What did the Endrew F. v. Douglas County School District decision change about the FAPE standard?

The Endrew F. v. Douglas County School District decision, decided unanimously by the U.S. Supreme Court in 2017, significantly raised the legal standard for what constitutes a free appropriate public education under IDEA. Prior to Endrew F., many courts had applied a standard derived from the Court's 1982 decision in Board of Education v. Rowley — often interpreted as requiring only that an IEP confer "some educational benefit" or provide more than a "de minimis" benefit. Under this interpretation, as long as a student was making any measurable progress, even very minimal progress, the district's obligation was satisfied. In Endrew F., the Court unanimously rejected this minimal interpretation. Chief Justice Roberts wrote for the Court that IDEA requires educational programming "reasonably calculated to enable a child to make progress appropriate in light of the child's circumstances." For students in the regular education environment, this means educational programming that enables meaningful progress toward grade-level standards.

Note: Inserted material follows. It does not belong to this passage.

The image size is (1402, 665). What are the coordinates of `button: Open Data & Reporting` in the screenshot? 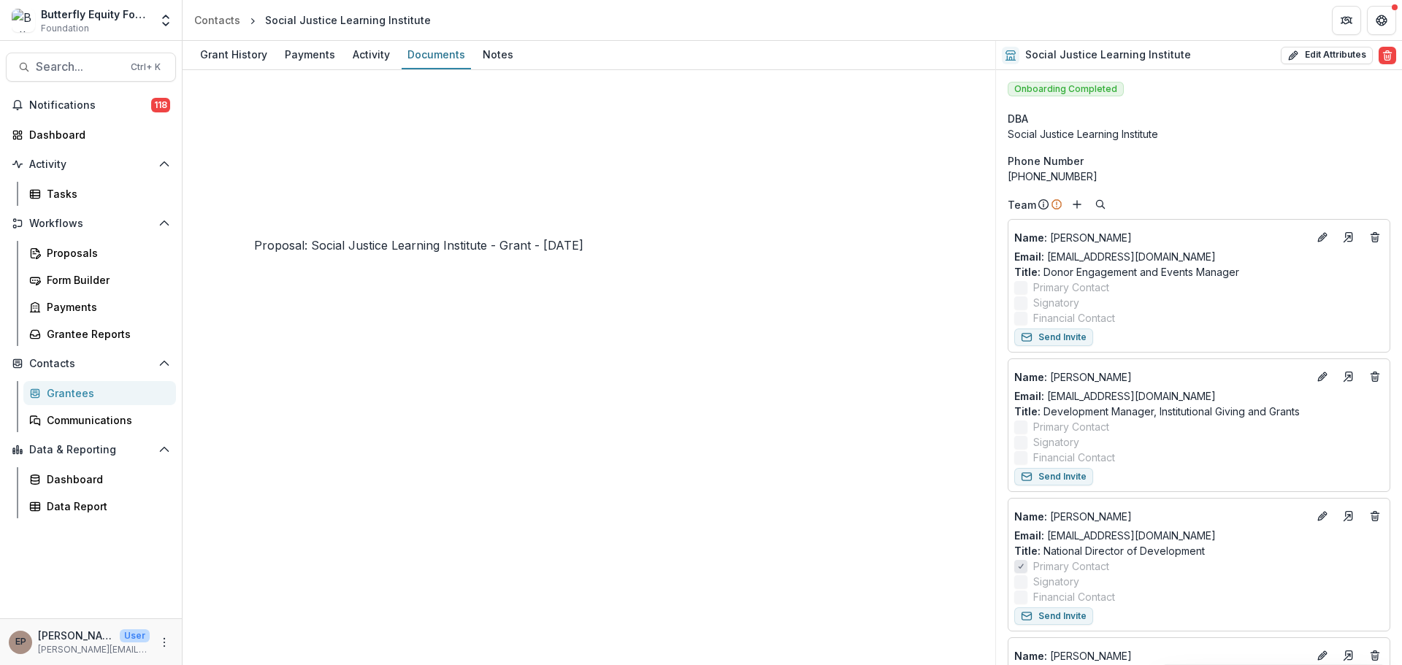 It's located at (91, 450).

For students unable to access the general curriculum, it means IEPs ambitious enough to provide meaningful advancement given their individual circumstances. The "de minimis" benefit standard explicitly fails this test. For special education administrators, Endrew F. has concrete implications that ED7557 develops in detail: IEP teams must develop ambitious, individualized programs that set genuine stretch goals for student progress — not minimal compliance goals. IEPs must be grounded in substantive assessment of each student's individual circumstances and what progress is appropriate given those circumstances. The "more than nothing" standard is insufficient. Districts must be able to explain and justify their educational programming as reasonably calculated to enable appropriate progress for each individual student. The decision raised both the bar for FAPE and the liability exposure for districts that write IEPs reflecting low expectations or inadequate programming — making the legal literacy that ED7557 develops essential for every special education administrator.